I wonder if I haven't seens ome kind of web form or something where you could submit hard-to-render docs but this of course doesn't help if the docs are NDAed or something.


I love PDFs in the browser. It means that they're nicely sandboxed and secure.



Not a single PDF exploit in Chromium.

If you care about security, you simply don't use Firefox.


A few popular sites in the US still require Flash, Hulu is one of them.

If Mozilla drops in-browser PDF support, I think it would make them the only major browser with no support?


CBS.com requires flash and has lots of great content such as "The Late Show with Stephen Colbert". Also one of my banks requires Flash for online check deposit. If Firefox dropped flash, I'd drop Firefox.


HBO Go video requires Flash, too.


I suggest you drop that bank.


When NSAPI plugins were around, I could use kpartsplugin to make PDFs render with KDE's PDF reader in the browser window. This was the perfect solution, and I'm still more than a little bit pissed that it's no longer available.


>why not just drop Flash

The reason Flash is still around is because of ads. Most (video) ads are served through Flash still and publishers still don't know how to switch, or don't want to.

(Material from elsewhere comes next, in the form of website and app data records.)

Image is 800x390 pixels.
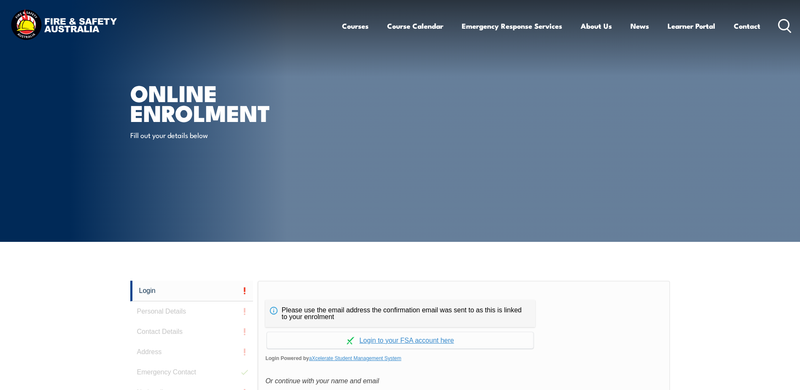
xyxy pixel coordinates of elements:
[734,15,760,37] a: Contact
[265,300,535,327] div: Please use the email address the confirmation email was sent to as this is linked to your enrolment
[342,15,368,37] a: Courses
[667,15,715,37] a: Learner Portal
[387,15,443,37] a: Course Calendar
[581,15,612,37] a: About Us
[630,15,649,37] a: News
[309,355,401,361] a: aXcelerate Student Management System
[347,336,354,344] img: Log in withaxcelerate
[130,130,284,140] p: Fill out your details below
[130,280,253,301] a: Login
[265,374,662,387] div: Or continue with your name and email
[130,83,339,122] h1: Online Enrolment
[265,352,662,364] span: Login Powered by
[462,15,562,37] a: Emergency Response Services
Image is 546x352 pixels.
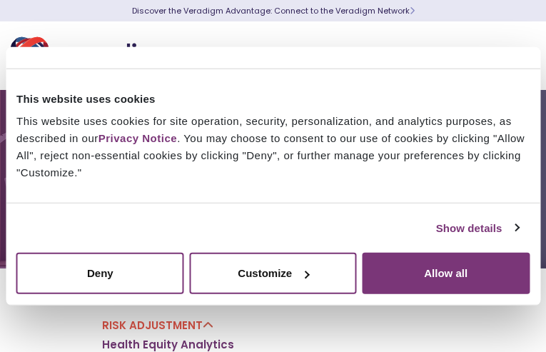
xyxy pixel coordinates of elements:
img: Veradigm logo [11,32,182,79]
a: Privacy Notice [98,132,177,144]
button: Deny [16,252,184,294]
div: This website uses cookies [16,90,529,107]
button: Allow all [362,252,529,294]
span: Learn More [409,5,414,16]
div: This website uses cookies for site operation, security, personalization, and analytics purposes, ... [16,113,529,181]
a: Health Equity Analytics [102,337,234,352]
a: Risk Adjustment [102,317,213,332]
a: Show details [436,219,519,236]
button: Customize [189,252,357,294]
button: Toggle Navigation Menu [503,37,524,74]
a: Discover the Veradigm Advantage: Connect to the Veradigm NetworkLearn More [132,5,414,16]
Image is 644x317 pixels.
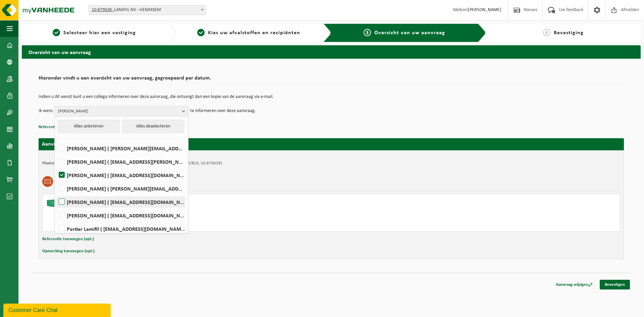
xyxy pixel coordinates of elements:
span: 10-879638 - LAMIFIL NV - HEMIKSEM [89,5,206,15]
a: Aanvraag wijzigen [551,280,598,290]
span: 3 [364,29,371,36]
a: 1Selecteer hier een vestiging [25,29,163,37]
img: HK-XC-30-GN-00.png [46,198,66,208]
strong: Aanvraag voor [DATE] [42,142,92,147]
label: [PERSON_NAME] ( [EMAIL_ADDRESS][PERSON_NAME][DOMAIN_NAME] ) [58,157,185,166]
h2: Overzicht van uw aanvraag [22,45,641,59]
label: [PERSON_NAME] ( [EMAIL_ADDRESS][DOMAIN_NAME] ) [58,210,185,220]
strong: Plaatsingsadres: [42,161,71,165]
label: Portier Lamifil ( [EMAIL_ADDRESS][DOMAIN_NAME] ) [58,224,185,234]
div: Aantal: 1 [73,217,358,222]
p: te informeren over deze aanvraag. [190,106,256,116]
tcxspan: Call 10-879638 - via 3CX [91,7,114,13]
iframe: chat widget [3,302,112,317]
label: [PERSON_NAME] ( [PERSON_NAME][EMAIL_ADDRESS][DOMAIN_NAME] ) [58,143,185,153]
span: 1 [53,29,60,36]
label: [PERSON_NAME] ( [EMAIL_ADDRESS][DOMAIN_NAME] ) [58,170,185,180]
h2: Hieronder vindt u een overzicht van uw aanvraag, gegroepeerd per datum. [38,76,624,84]
span: 2 [197,29,205,36]
button: Referentie toevoegen (opt.) [42,235,94,244]
a: Bevestigen [600,280,630,290]
span: 10-879638 - LAMIFIL NV - HEMIKSEM [89,5,206,15]
label: [PERSON_NAME] ( [PERSON_NAME][EMAIL_ADDRESS][DOMAIN_NAME] ) [58,183,185,193]
button: Alles deselecteren [122,120,184,133]
div: Containers: C30 - 888 [73,222,358,228]
button: [PERSON_NAME] [54,106,188,116]
p: Ik wens [38,106,53,116]
span: Selecteer hier een vestiging [64,30,136,36]
label: [PERSON_NAME] ( [EMAIL_ADDRESS][DOMAIN_NAME] ) [58,197,185,207]
span: [PERSON_NAME] [58,106,180,117]
span: Kies uw afvalstoffen en recipiënten [208,30,300,36]
p: Indien u dit wenst kunt u een collega informeren over deze aanvraag, die ontvangt dan een kopie v... [38,95,624,99]
a: 2Kies uw afvalstoffen en recipiënten [180,29,318,37]
span: 4 [543,29,550,36]
span: Bevestiging [554,30,584,36]
div: Ophalen en plaatsen lege container [73,208,358,214]
button: Referentie toevoegen (opt.) [38,123,90,131]
button: Alles selecteren [58,120,120,133]
span: Overzicht van uw aanvraag [375,30,445,36]
strong: [PERSON_NAME] [468,7,502,13]
button: Opmerking toevoegen (opt.) [42,247,95,256]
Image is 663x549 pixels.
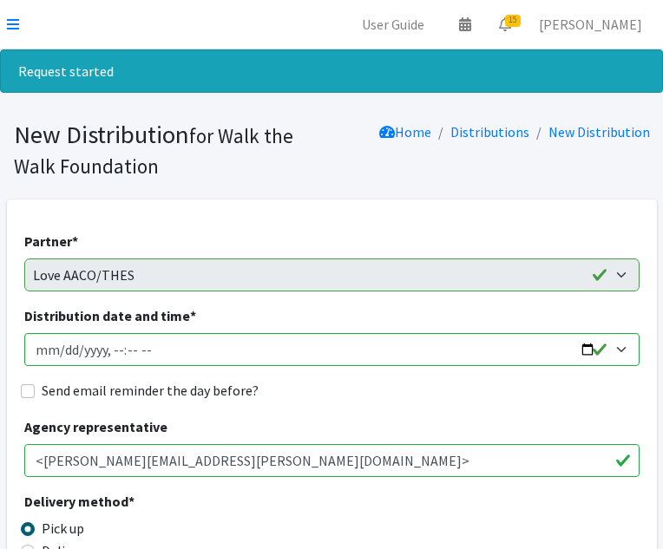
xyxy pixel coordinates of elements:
label: Agency representative [24,417,168,437]
a: User Guide [348,7,438,42]
a: 15 [485,7,525,42]
a: Distributions [451,123,529,141]
abbr: required [190,307,196,325]
h1: New Distribution [14,120,326,180]
label: Send email reminder the day before? [42,380,259,401]
a: [PERSON_NAME] [525,7,656,42]
abbr: required [128,493,135,510]
small: for Walk the Walk Foundation [14,123,293,179]
a: Home [379,123,431,141]
abbr: required [72,233,78,250]
label: Pick up [42,518,84,539]
span: 15 [505,15,521,27]
label: Distribution date and time [24,306,196,326]
a: New Distribution [549,123,650,141]
legend: Delivery method [24,491,178,518]
label: Partner [24,231,78,252]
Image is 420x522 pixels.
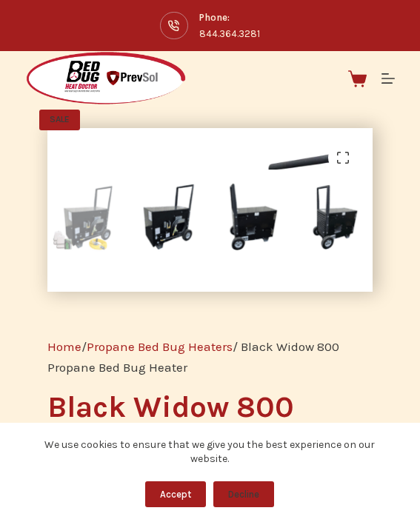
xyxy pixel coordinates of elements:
[381,72,395,86] button: Menu
[48,128,384,464] img: Black Widow 800 Propane Bed Bug Heater basic package
[48,336,372,378] nav: Breadcrumb
[25,438,395,467] div: We use cookies to ensure that we give you the best experience on our website.
[48,392,372,481] h1: Black Widow 800 Propane Bed Bug Heater
[86,340,232,354] a: Propane Bed Bug Heaters
[200,29,260,39] a: 844.364.3281
[39,110,80,130] span: SALE
[213,481,274,507] button: Decline
[48,340,81,354] a: Home
[200,10,260,25] span: Phone:
[48,181,120,253] img: Black Widow 800 Propane Bed Bug Heater basic package
[328,143,358,173] a: View full-screen image gallery
[215,181,288,253] img: Black Widow 800 Propane Bed Bug Heater with handle for easy transport
[25,51,187,106] img: Prevsol/Bed Bug Heat Doctor
[299,181,372,253] img: Black Widow 800 Propane Bed Bug Heater operable by single technician
[132,181,205,253] img: Black Widow 800 Propane Bed Bug Heater with propane hose attachment
[145,481,206,507] button: Accept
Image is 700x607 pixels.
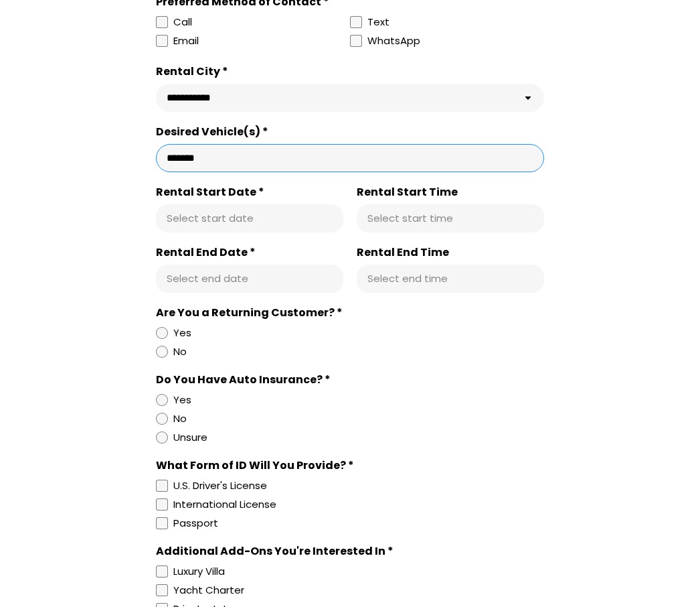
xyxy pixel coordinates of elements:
div: Yes [173,392,191,409]
div: No [173,344,186,361]
label: Rental End Time [357,246,544,260]
div: Yacht Charter [173,583,245,599]
div: Rental City * [156,66,544,79]
div: Do You Have Auto Insurance? * [156,374,544,387]
label: Rental Start Time [357,187,544,200]
label: Rental End Date * [156,246,344,260]
div: Luxury Villa [173,564,225,580]
label: Desired Vehicle(s) * [156,126,544,139]
div: WhatsApp [368,33,420,52]
div: U.S. Driver's License [173,478,267,494]
div: Yes [173,326,191,341]
div: Email [173,33,199,50]
div: Passport [173,515,218,532]
div: International License [173,497,276,513]
select: Rental City * [156,84,544,112]
div: Additional Add-Ons You're Interested In * [156,545,544,559]
div: Text [368,15,390,31]
input: Desired Vehicle(s) * [166,152,534,166]
div: Are You a Returning Customer? * [156,306,544,320]
div: Call [173,15,192,31]
label: Rental Start Date * [156,187,344,200]
div: Unsure [173,430,207,446]
div: No [173,411,186,427]
div: What Form of ID Will You Provide? * [156,460,544,473]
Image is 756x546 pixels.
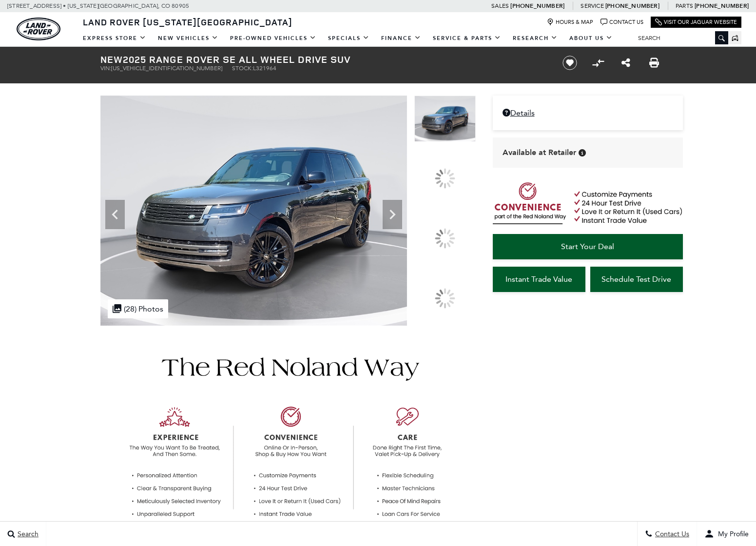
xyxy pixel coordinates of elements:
h1: 2025 Range Rover SE All Wheel Drive SUV [100,54,547,65]
a: New Vehicles [152,30,224,47]
a: land-rover [16,18,60,41]
a: Finance [376,30,427,47]
span: My Profile [714,530,749,538]
span: Stock: [232,65,253,72]
span: L321964 [253,65,276,72]
div: (28) Photos [108,299,169,318]
span: Schedule Test Drive [602,275,671,283]
a: Research [507,30,564,47]
span: Contact Us [653,530,690,538]
button: Save vehicle [559,55,581,70]
span: Available at Retailer [503,147,577,158]
iframe: YouTube video player [493,297,683,451]
span: Search [15,530,39,538]
button: user-profile-menu [697,522,756,546]
span: Land Rover [US_STATE][GEOGRAPHIC_DATA] [83,16,292,28]
span: VIN: [100,65,111,72]
a: About Us [564,30,619,47]
span: Sales [491,3,509,9]
nav: Main Navigation [77,30,619,47]
a: Instant Trade Value [493,267,585,292]
a: [STREET_ADDRESS] • [US_STATE][GEOGRAPHIC_DATA], CO 80905 [7,3,190,9]
a: Share this New 2025 Range Rover SE All Wheel Drive SUV [622,57,631,69]
a: Schedule Test Drive [590,267,683,292]
img: Land Rover [16,18,60,41]
div: Vehicle is in stock and ready for immediate delivery. Due to demand, availability is subject to c... [579,149,586,156]
span: [US_VEHICLE_IDENTIFICATION_NUMBER] [111,65,223,72]
a: Print this New 2025 Range Rover SE All Wheel Drive SUV [650,57,659,69]
strong: New [100,53,123,66]
span: Parts [676,3,693,9]
input: Search [631,32,728,44]
span: Service [581,3,604,9]
a: [PHONE_NUMBER] [695,2,749,9]
a: Contact Us [601,18,644,26]
a: Specials [322,30,376,47]
a: [PHONE_NUMBER] [606,2,660,9]
span: Instant Trade Value [506,275,573,283]
a: Details [503,108,673,118]
a: Pre-Owned Vehicles [224,30,322,47]
button: Compare vehicle [591,55,606,70]
a: Start Your Deal [493,234,683,259]
img: New 2025 Carpathian Grey LAND ROVER SE image 1 [100,95,407,325]
a: EXPRESS STORE [77,30,152,47]
span: Start Your Deal [561,242,615,251]
a: Land Rover [US_STATE][GEOGRAPHIC_DATA] [77,16,298,28]
img: New 2025 Carpathian Grey LAND ROVER SE image 1 [414,95,476,142]
a: Visit Our Jaguar Website [655,18,737,26]
a: [PHONE_NUMBER] [510,2,564,9]
a: Hours & Map [547,18,594,26]
a: Service & Parts [427,30,507,47]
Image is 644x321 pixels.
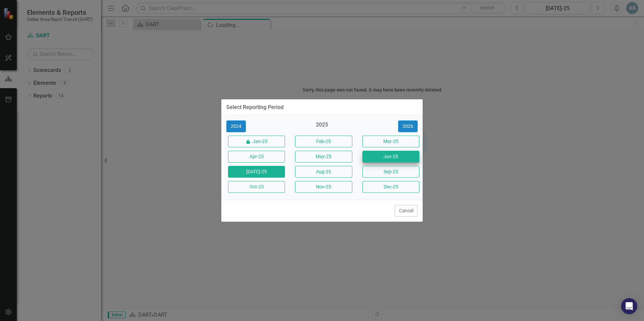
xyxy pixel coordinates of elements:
[362,151,419,163] button: Jun-25
[295,181,352,193] button: Nov-25
[228,181,285,193] button: Oct-25
[621,298,637,314] div: Open Intercom Messenger
[226,105,283,110] div: Select Reporting Period
[228,151,285,163] button: Apr-25
[398,120,418,132] button: 2026
[226,120,246,132] button: 2024
[294,121,350,132] div: 2025
[362,166,419,178] button: Sep-25
[295,166,352,178] button: Aug-25
[228,166,285,178] button: [DATE]-25
[362,181,419,193] button: Dec-25
[395,205,418,216] button: Cancel
[362,136,419,147] button: Mar-25
[228,136,285,147] button: Jan-25
[295,151,352,163] button: May-25
[295,136,352,147] button: Feb-25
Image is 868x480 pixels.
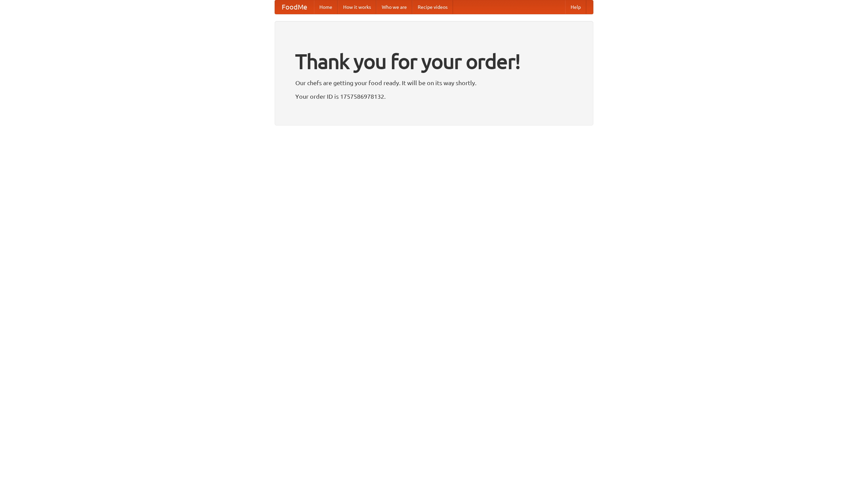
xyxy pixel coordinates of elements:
p: Our chefs are getting your food ready. It will be on its way shortly. [295,77,573,87]
a: Who we are [376,1,412,14]
h1: Thank you for your order! [295,46,573,77]
p: Your order ID is 1757586978132. [295,91,573,101]
a: FoodMe [275,1,314,14]
a: Home [314,1,338,14]
a: How it works [338,1,376,14]
a: Recipe videos [412,1,453,14]
a: Help [565,1,586,14]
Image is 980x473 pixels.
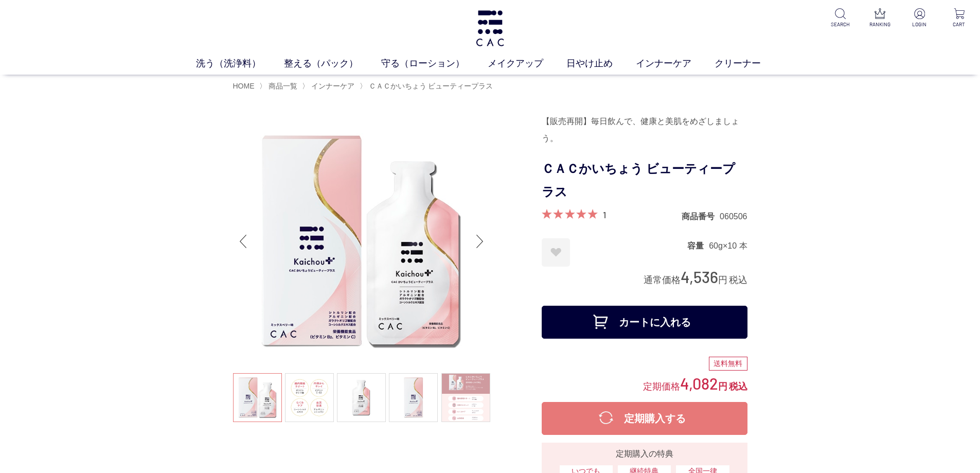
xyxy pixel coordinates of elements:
[542,238,570,266] a: お気に入りに登録する
[680,267,718,286] span: 4,536
[567,56,636,71] a: 日やけ止め
[644,275,680,285] span: 通常価格
[469,221,490,262] div: Next slide
[487,56,567,71] a: メイクアップ
[309,81,354,90] a: インナーケア
[709,241,747,251] dd: 60g×10 本
[369,81,494,90] span: ＣＡＣかいちょう ビューティープラス
[233,113,490,370] img: ＣＡＣかいちょう ビューティープラス
[545,448,743,460] div: 定期購入の特典
[542,113,748,148] div: 【販売再開】毎日飲んで、健康と美肌をめざしましょう。
[367,81,494,90] a: ＣＡＣかいちょう ビューティープラス
[947,8,972,29] a: CART
[381,56,487,71] a: 守る（ローション）
[729,381,748,392] span: 税込
[709,357,748,371] div: 送料無料
[718,381,728,392] span: 円
[907,21,933,29] p: LOGIN
[718,275,728,285] span: 円
[643,380,680,392] span: 定期価格
[233,221,254,262] div: Previous slide
[947,21,972,29] p: CART
[284,56,381,71] a: 整える（パック）
[603,209,606,220] a: 1
[542,306,748,339] button: カートに入れる
[720,211,747,222] dd: 060506
[542,401,748,435] button: 定期購入する
[907,8,933,29] a: LOGIN
[359,81,496,91] li: 〉
[311,81,354,90] span: インナーケア
[688,241,709,251] dt: 容量
[729,275,748,285] span: 税込
[714,56,784,71] a: クリーナー
[475,11,506,46] img: logo
[636,56,714,71] a: インナーケア
[681,211,720,222] dt: 商品番号
[196,56,284,71] a: 洗う（洗浄料）
[828,21,853,29] p: SEARCH
[828,8,853,29] a: SEARCH
[302,81,357,91] li: 〉
[867,8,892,29] a: RANKING
[259,81,300,91] li: 〉
[542,157,748,204] h1: ＣＡＣかいちょう ビューティープラス
[233,81,255,90] a: HOME
[268,81,298,90] span: 商品一覧
[680,374,718,393] span: 4,082
[867,21,892,29] p: RANKING
[266,81,298,90] a: 商品一覧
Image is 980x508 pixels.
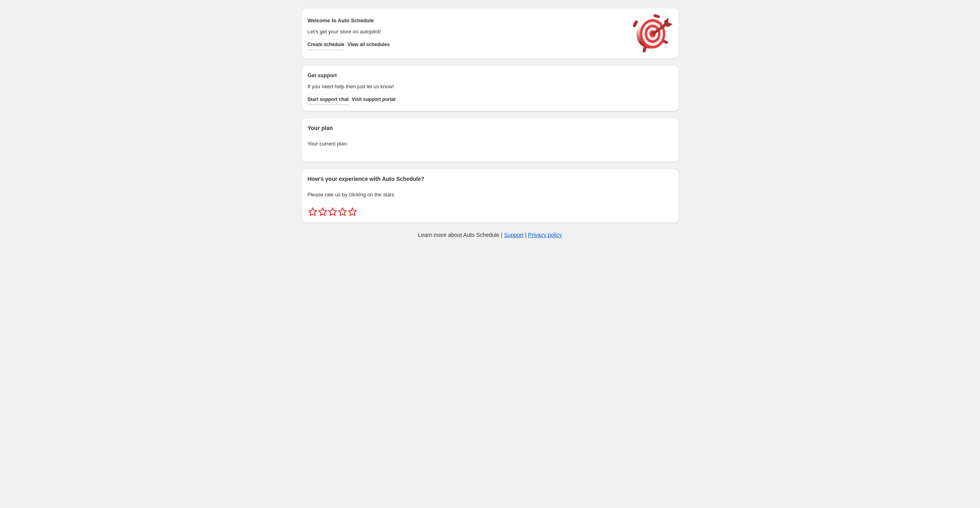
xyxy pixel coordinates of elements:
span: Create schedule [308,41,345,48]
span: View all schedules [347,41,389,48]
a: Support [504,231,523,238]
p: Let's get your store on autopilot! [308,28,625,36]
p: Your current plan: [308,140,672,148]
h2: Your plan [308,124,672,132]
span: Start support chat [308,96,349,103]
span: Visit support portal [351,96,395,103]
button: Create schedule [308,39,345,50]
p: Learn more about Auto Schedule | | [418,231,562,239]
p: If you need help then just let us know! [308,83,625,91]
button: View all schedules [347,39,389,50]
a: Start support chat [308,94,349,105]
a: Privacy policy [528,231,562,238]
h2: Welcome to Auto Schedule [308,17,625,25]
p: Please rate us by clicking on the stars [308,191,672,199]
h2: How's your experience with Auto Schedule? [308,175,672,183]
h2: Get support [308,72,625,80]
a: Visit support portal [351,94,395,105]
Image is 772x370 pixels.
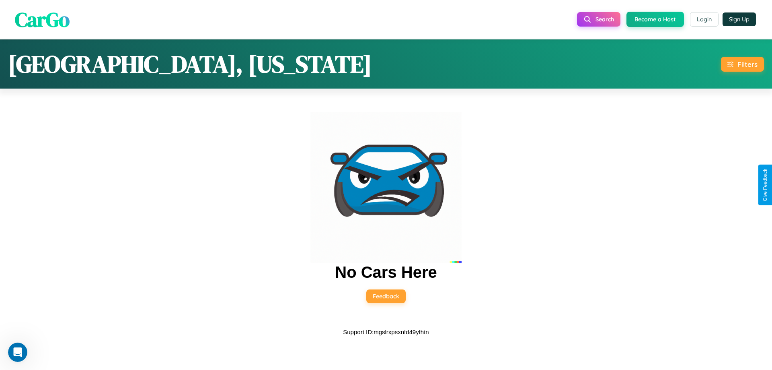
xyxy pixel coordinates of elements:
button: Search [577,12,620,27]
button: Filters [721,57,764,72]
span: Search [596,16,614,23]
button: Feedback [366,289,406,303]
button: Login [690,12,719,27]
iframe: Intercom live chat [8,342,27,361]
p: Support ID: mgslrxpsxnfd49yfhtn [343,326,429,337]
span: CarGo [15,5,70,33]
img: car [310,112,462,263]
h2: No Cars Here [335,263,437,281]
h1: [GEOGRAPHIC_DATA], [US_STATE] [8,47,372,80]
div: Give Feedback [762,168,768,201]
button: Sign Up [723,12,756,26]
button: Become a Host [626,12,684,27]
div: Filters [737,60,758,68]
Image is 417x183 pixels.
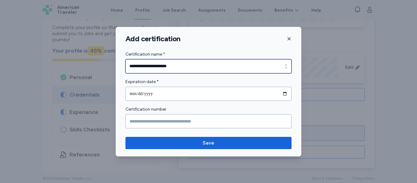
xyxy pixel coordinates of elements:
label: Expiration date * [126,78,292,86]
button: Save [126,137,292,149]
input: Certification number [126,114,292,128]
span: Save [203,139,214,147]
label: Certification number [126,106,292,113]
h1: Add certification [126,34,181,43]
label: Certification name * [126,51,292,58]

Source: I work for a video player company


Thats only a reason to drop it earlier. I don't think users care if ads are not working.


Agreed. Advertisers are stupid these days. They don't realise that when they crap in their own backyard, nobody goes near them. If they want to misuse Flash (which they do, all the time) then we all stop using Flash. Most of us install ad blockers.


Folks might want to downvote me, but Flash ads are a big reason why people install adblockers. It's now shifting to JavaScript injections from ad networks, so it's only a matter of time before adblockers start analysing JavaScript to prevent them from misusing this mechanism also.